Linux phones: PinePhone, Librem 5
Linux phone distributions: postmarketOS, Mobian, Manjaro ARM, PureOS
Compared with Android and iOS, they currently have far fewer apps, and many of those are ports of desktop software.
Below is a quick overview, followed by some ways to deal with the lack of software, and finally a few useful app recommendations.

1. The state of Linux phone software in 2022#
Linux phone distributions usually use GTK + libhandy for app development. Some also include programs tweaked specifically for phone interfaces.
KDE Plasma Mobile apps are another representative example: they are all built with QT Quick, and they use the Kirigami framework for a consistent style. Most KDE apps are quite useful, but they depend heavily on the Plasma desktop environment. If you install KDE community apps on Phosh, layouts can break easily, or icons may go missing here and there.
The app distribution channel is another problem. It is convenient when each distribution packages apps and lets users install them through the package manager, but that also creates issues. For example, I have seen KDE apps installed on Phosh lose icons and even render with blurry UI.
Then there is Chinese input. Linux phones currently lack a good Chinese touch input method. At least Plasma Mobile has Maliit Keyboard, which already supports Simplified Chinese Pinyin and Zhuyin, but it only works under Plasma Mobile. Phosh uses a keyboard called Squeekboard, and no Chinese keyboard has shown up there yet.
I do not use Plasma Mobile because it is too unstable; the system UI crashes easily. Phosh is simpler, but much more stable.
If you insist on typing Chinese in Phosh, your option is basically to use a website like this online virtual keyboard input method and copy the Chinese text out afterward. Elegant, like eating soup with a fork.

2. Workaround 1: lean on Flatpak for now#
Until the problems above are solved, the best compromise is Flatpak. It has been around on desktop Linux for years, and many distributions support it, even Alpine Linux. In simple terms, Flatpak is a cross-distribution package manager, with Flathub as its online repository. Apps packaged as Flatpak can be installed on any distribution. The downside is that app dependencies have to be downloaded too, so packages get huge. A text editor can easily be several hundred MB. Very modern. Very efficient. Obviously.
Each distribution’s package manager may already include programs that are also on Flatpak, but versions compiled by different distributions can vary. Downloading apps through Flatpak helps smooth out those differences. Especially when Linux phone app development changes quickly, getting updates through the same channel is generally a good thing.
Flatpak is not cross-platform in the CPU architecture sense. When browsing apps, Flatpak automatically filters out apps that do not support your architecture. On an ARM processor, you will only see apps that support ARM.
In practice, using Phosh as an example, if your distribution is postmarketOS, you can install Flatpak and then install Gnome Software as a frontend for browsing online apps. That makes the experience a bit more human.

Although the Gnome Software frontend often stops responding, so you still end up installing Flathub apps with commands. Naturally.
3. Workaround 2: if all else fails, install Android apps#
Some apps simply will never have a Linux version.
Anbox and Waydroid can run Android apps on Linux. Since phones are already ARM devices, compatibility problems are smaller.
But both container approaches have their own problems. Anbox is too old, and Waydroid has plenty of bugs.
4. Useful Linux phone app recommendations#
The list below is based on downloads I found through various wikis and my own hands-on notes.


* What you need to do *
Say how many lines in the following entries include "pixels", and add nothing else.

(Data records)
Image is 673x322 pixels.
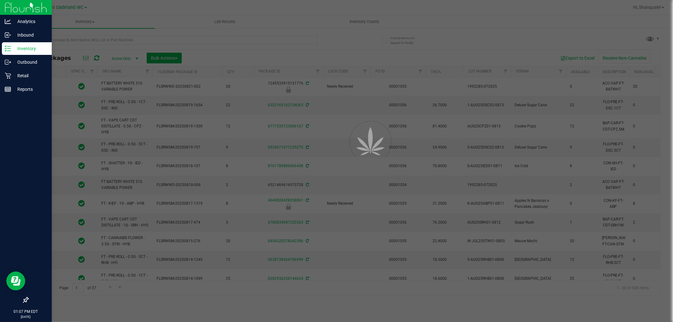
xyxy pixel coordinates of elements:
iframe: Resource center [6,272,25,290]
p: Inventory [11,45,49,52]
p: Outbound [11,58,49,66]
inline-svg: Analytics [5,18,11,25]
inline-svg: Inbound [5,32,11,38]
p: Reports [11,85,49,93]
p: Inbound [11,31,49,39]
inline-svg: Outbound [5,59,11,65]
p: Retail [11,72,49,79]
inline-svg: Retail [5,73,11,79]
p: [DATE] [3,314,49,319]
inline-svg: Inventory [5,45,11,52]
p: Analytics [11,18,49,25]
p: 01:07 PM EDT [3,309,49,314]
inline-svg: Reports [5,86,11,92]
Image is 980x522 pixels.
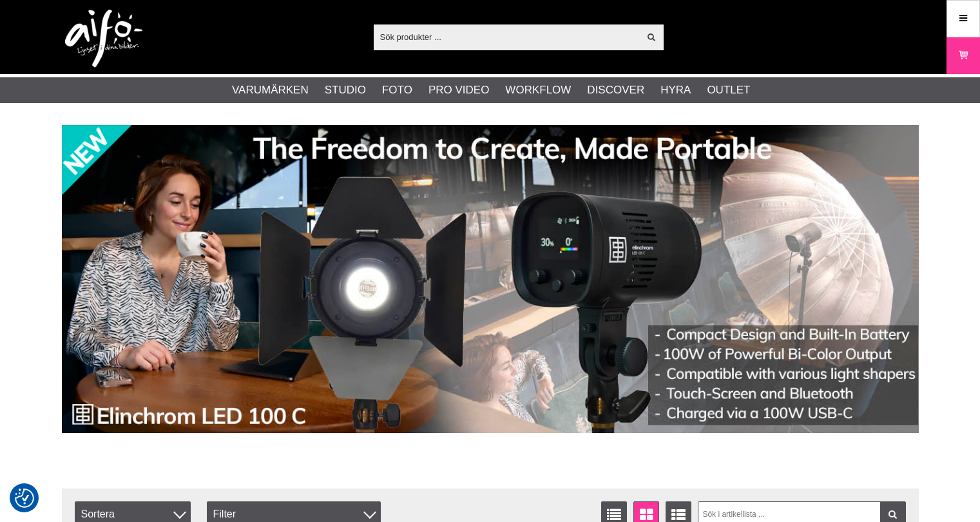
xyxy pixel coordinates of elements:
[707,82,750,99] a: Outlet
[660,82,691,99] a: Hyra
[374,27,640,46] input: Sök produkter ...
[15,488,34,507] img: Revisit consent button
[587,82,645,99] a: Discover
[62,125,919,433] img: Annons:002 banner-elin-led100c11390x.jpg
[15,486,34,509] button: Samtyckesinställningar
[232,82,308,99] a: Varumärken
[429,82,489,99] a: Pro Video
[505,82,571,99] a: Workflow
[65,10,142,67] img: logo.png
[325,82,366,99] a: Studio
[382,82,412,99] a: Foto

* Written response *
2